We are stuckin the silence of a room that warms up in the dark. We thinkbecause in this way we can be two even alone. Let’s talkbecause words are wider in the room than in our heads.
Exhausted because immobile, and not immobile because exhausted, we judge the smoothness of the handles and the ruthless geometry of the paintings on the wall with our eyes. One thing is certain: we have never looked at our room like when we found ourselves forced to do it every day, now 3 years ago. That guiding limit that was, is the introduction to the microcosm of Light Yagami, protagonist of Death Note. That reflexive oppression that has led us to recover a more intimate, primitive semantic value to our room: the sense of refuge.
There is a Japanese term that summarizes some stages of Light Yagami’s condition: hikikomori. The term formed by “tail” (pull) and “chamber” (withdraw, withdraw), represents an extremely widespread psychological and social phenomenon in Japan, which consists inevasion – physics in the specific case, although not properly attributable to the protagonist of Death Note, but we will get there – from social life, in the isolation induced by the rigid culture of self-realization to which one has been subjected since childhood in Japan. A sort of rebellion of Japanese youth against traditional culture.
And hikikomori more closely matching the definition is no doubt Lbut Light Yagami’s need in his search for a spiritual refuge is one of the closest psychosomatizations to alienation that the entire plot offers us, and which reveals a phasic course disorder (the suddenness of state at the end of the anime, during Kira’s delirious and chilling final monologue, is one example).
A room of one’s own: this is the space that he allowed himself, alone, while he writes about death and talks about life, the ideal one, telling the world that is so easy to say that you can comfortably enter his room. And then yes, that space may even be enough.
The refuge for Light is one need. He becomes so when his nemesis L corners him in a harp-stringed nerve contest that has few equals in television history. Yet over time, without Light himself realizing it, that need will become a comfort. That place that soundproofed intentions ends up amplifying them, now that the room is set up as a perfect microcosm, where every piece is the necessary virtue of those who don’t need the world if they have another in their pocket. Light Yagami’s sociopathy in Death Note goes hand in hand with his need to isolate himself, and it is evident how this need is portrayed with a growing manifestation, a saturating progression. One in which the concept of “ideal refuge” plays a key role.
The delusion of omnipotence of the protagonist of Death Note is directly proportional to the control over the comfort zone that surrounds him. In this regard, once again, the example of the psychological breakdown and loss of control in the finale is useful, when the narrow and rough walls of his room gave way to the wide and slippery walls of the warehouse in which the God of the new world has lost its secure borders of its rules.
In that room of his own, Kira felt embraced by the oppression of expectations (those that apparently are of himself and that’s it, but that intimately have a lot in common with the figure of the hikikomori), seraphically undergoing the slight, constant but controllable pain of imprisonment which is less dangerous than uncontrollable freedom. In the apathy of that diabolical control, the “Light boy” slowly faded away, and we will only see him again as he pleads for humanity to himself, in the final race to the gallows before Ryuk writes his name in the notebook. There, while he wonders desperately where all the people once dear to him have gone, almost forgetting the inhumanities he committed, we see the Light Yagami that could have been.

In the melancholy timing of the irreparablein the future that will never be, there is that Death Note message that goes beyond free will, the concept of justice and religion.
There is everything that was beyond the walls of that room to himself, which is worth more than a black spot in the northeast that portrays red in the southwest. More than the diabolical corrupt determinism traced by ink. The one protected by a pen played in italics by a boy dressed as a judge. The one contained in one stanza.
A room so large as to contain destiny, but so small as to crush the mind.
The one all for himself, where Light Yagami learned to count only up to one.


:: Task prompt ::
Sort through the data and copy the lines holding the word "distorted".

·····

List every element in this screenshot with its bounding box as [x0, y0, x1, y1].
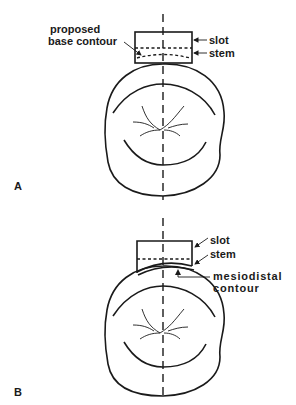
- buccal-ridge-a: [113, 84, 215, 115]
- bracket-b: [137, 241, 194, 275]
- proposed-label: proposed: [50, 23, 100, 35]
- stem-leader-b: [195, 255, 208, 264]
- panel-label-b: B: [14, 386, 22, 398]
- lingual-ridge-b: [124, 342, 206, 367]
- slot-leader-b: [195, 238, 208, 247]
- slot-label-a: slot: [209, 34, 229, 46]
- tooth-a: [105, 64, 224, 196]
- bracket-diagram: proposed base contour slot stem A slot s: [0, 0, 296, 405]
- contour-label: contour: [213, 282, 260, 294]
- slot-label-b: slot: [210, 234, 230, 246]
- proposed-base-contour-leader: [124, 42, 141, 55]
- mesiodistal-label: mesiodistal: [213, 270, 282, 282]
- panel-b: slot stem mesiodistal contour B: [14, 218, 282, 398]
- stem-label-a: stem: [209, 47, 235, 59]
- base-contour-label: base contour: [48, 35, 118, 47]
- panel-a: proposed base contour slot stem A: [14, 14, 235, 200]
- buccal-ridge-b: [113, 286, 215, 317]
- stem-label-b: stem: [210, 248, 236, 260]
- occlusal-fissures-a: [133, 106, 188, 136]
- panel-label-a: A: [14, 180, 22, 192]
- lingual-ridge-a: [124, 140, 206, 165]
- mesiodistal-leader: [178, 272, 210, 277]
- occlusal-fissures-b: [133, 309, 188, 339]
- mesiodistal-arrowhead-icon: [175, 269, 181, 275]
- tooth-b: [105, 266, 224, 396]
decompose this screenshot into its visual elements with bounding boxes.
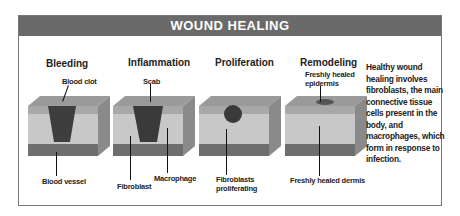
stage-title-remodeling: Remodeling [300, 57, 357, 68]
label-blood-vessel: Blood vessel [42, 177, 86, 186]
leader-line [320, 86, 321, 102]
label-macrophage: Macrophage [154, 174, 196, 183]
skin-inflammation-illustration [113, 96, 195, 158]
diagram-title: WOUND HEALING [19, 16, 441, 36]
label-blood-clot: Blood clot [62, 77, 97, 86]
leader-line [130, 136, 131, 180]
label-freshly-healed-epidermis-2: epidermis [305, 79, 339, 88]
label-freshly-healed-dermis: Freshly healed dermis [290, 176, 365, 185]
label-scab: Scab [143, 77, 160, 86]
leader-line [56, 152, 57, 176]
skin-remodeling-illustration [285, 96, 367, 158]
leader-line [150, 84, 151, 102]
skin-bleeding-illustration [28, 96, 110, 158]
skin-proliferation-illustration [199, 96, 281, 158]
label-freshly-healed-epidermis-1: Freshly healed [305, 70, 355, 79]
leader-line [319, 126, 320, 176]
description-text: Healthy wound healing involves fibroblas… [366, 62, 446, 166]
leader-line [167, 128, 168, 173]
stage-title-inflammation: Inflammation [128, 57, 190, 68]
label-fibroblast: Fibroblast [117, 182, 151, 191]
label-fibroblasts-proliferating-2: proliferating [216, 184, 257, 193]
label-fibroblasts-proliferating-1: Fibroblasts [216, 175, 254, 184]
leader-line [226, 129, 227, 175]
stage-title-proliferation: Proliferation [215, 57, 274, 68]
stage-title-bleeding: Bleeding [46, 58, 88, 69]
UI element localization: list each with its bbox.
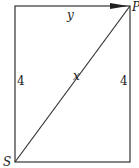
diagonal-line <box>15 6 130 162</box>
label-diagonal: x <box>73 69 80 83</box>
label-top-edge: y <box>66 8 74 22</box>
label-left-edge: 4 <box>17 74 25 88</box>
label-vertex-p: P <box>131 0 139 14</box>
label-right-edge: 4 <box>120 74 128 88</box>
arrowhead-icon <box>110 3 128 9</box>
diagram-canvas: y x 4 4 S P <box>0 0 139 168</box>
label-vertex-s: S <box>3 155 11 168</box>
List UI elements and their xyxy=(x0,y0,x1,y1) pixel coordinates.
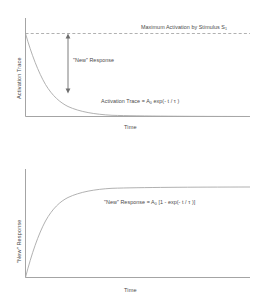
new-response-arrow-label: "New" Response xyxy=(73,57,114,63)
maximum-activation-label-text: Maximum Activation by Stimulus S xyxy=(141,24,225,30)
figure-container: Maximum Activation by Stimulus S1 "New" … xyxy=(0,0,264,306)
new-response-equation-label: "New" Response = A0 [1 - exp(- t / τ )] xyxy=(104,199,195,205)
new-response-arrow-head-top xyxy=(66,34,71,39)
activation-trace-equation-subscript: 0 xyxy=(150,101,152,105)
top-y-axis-title: Activation Trace xyxy=(16,57,22,99)
new-response-equation-suffix: [1 - exp(- t / τ )] xyxy=(157,199,195,205)
activation-trace-equation-prefix: Activation Trace = A xyxy=(101,98,150,104)
activation-trace-equation-label: Activation Trace = A0 exp(- t / τ ) xyxy=(101,98,179,104)
new-response-arrow-head-bottom xyxy=(66,89,71,94)
chart-panel-top: Maximum Activation by Stimulus S1 "New" … xyxy=(0,0,264,150)
bottom-x-axis-title: Time xyxy=(124,287,137,293)
maximum-activation-label-subscript: 1 xyxy=(225,27,227,31)
top-x-axis-title: Time xyxy=(124,124,137,130)
new-response-equation-prefix: "New" Response = A xyxy=(104,199,155,205)
chart-panel-bottom: "New" Response = A0 [1 - exp(- t / τ )] … xyxy=(0,155,264,306)
activation-trace-equation-suffix: exp(- t / τ ) xyxy=(152,98,179,104)
maximum-activation-label: Maximum Activation by Stimulus S1 xyxy=(141,24,227,30)
new-response-equation-subscript: 0 xyxy=(155,202,157,206)
bottom-chart-svg xyxy=(0,155,264,306)
bottom-y-axis-title: "New" Response xyxy=(16,219,22,263)
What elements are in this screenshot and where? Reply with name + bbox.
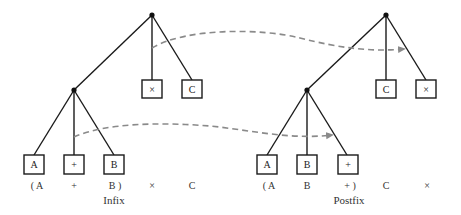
leaf-label: + [345,159,351,170]
postfix-tree: C × A B + ( A B + ) C × Postfix [257,12,436,206]
sequence-token: C [189,180,196,191]
dashed-arrow-plus [74,124,332,137]
infix-tree: × C A + B ( A + B ) × C Infix [24,12,202,206]
leaf-label: × [423,84,429,95]
sequence-token: C [383,180,390,191]
postfix-caption: Postfix [333,194,365,206]
sequence-token: ( A [31,180,44,192]
edge-sub-to-plus [307,90,347,155]
infix-caption: Infix [103,194,125,206]
subtree-node [304,87,309,92]
edge-root-to-c [152,15,192,80]
edge-root-to-subtree [307,15,386,90]
leaf-label: + [71,159,77,170]
sequence-token: × [424,180,430,191]
sequence-token: B ) [109,180,122,192]
edge-sub-to-a [267,90,307,155]
sequence-token: + [71,180,77,191]
leaf-label: B [304,159,311,170]
root-node [383,12,388,17]
edge-root-to-times [386,15,426,80]
edge-sub-to-a [34,90,74,155]
expression-tree-diagram: × C A + B ( A + B ) × C Infix C × A B + [0,0,461,215]
leaf-label: C [189,84,196,95]
subtree-node [71,87,76,92]
leaf-label: A [263,159,271,170]
edge-sub-to-b [74,90,114,155]
root-node [149,12,154,17]
sequence-token: B [304,180,311,191]
edge-root-to-subtree [74,15,152,90]
leaf-label: × [149,84,155,95]
sequence-token: + ) [344,180,355,192]
sequence-token: ( A [263,180,276,192]
leaf-label: B [111,159,118,170]
leaf-label: A [30,159,38,170]
sequence-token: × [149,180,155,191]
leaf-label: C [383,84,390,95]
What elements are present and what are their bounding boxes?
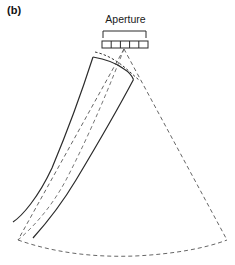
ideal-sector [18, 49, 227, 256]
ideal-sector-left-edge [18, 49, 124, 240]
wavefront-perturbation-curve [95, 52, 139, 80]
ideal-sector-right-edge [124, 49, 227, 240]
beam-diagram [0, 0, 235, 265]
aperture-bracket [103, 31, 146, 38]
distorted-beam-left-edge [13, 57, 93, 222]
array-outline [102, 41, 148, 48]
distorted-beam-right-edge [33, 80, 134, 239]
figure-root: (b) Aperture [0, 0, 235, 265]
transducer-array [102, 41, 148, 48]
distorted-beam [13, 57, 134, 238]
ideal-sector-bottom-arc [18, 240, 227, 256]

·····

:: Response area ::
distorted-beam-left-edge [13, 57, 93, 222]
distorted-beam-right-edge [33, 80, 134, 239]
distorted-beam [13, 57, 134, 238]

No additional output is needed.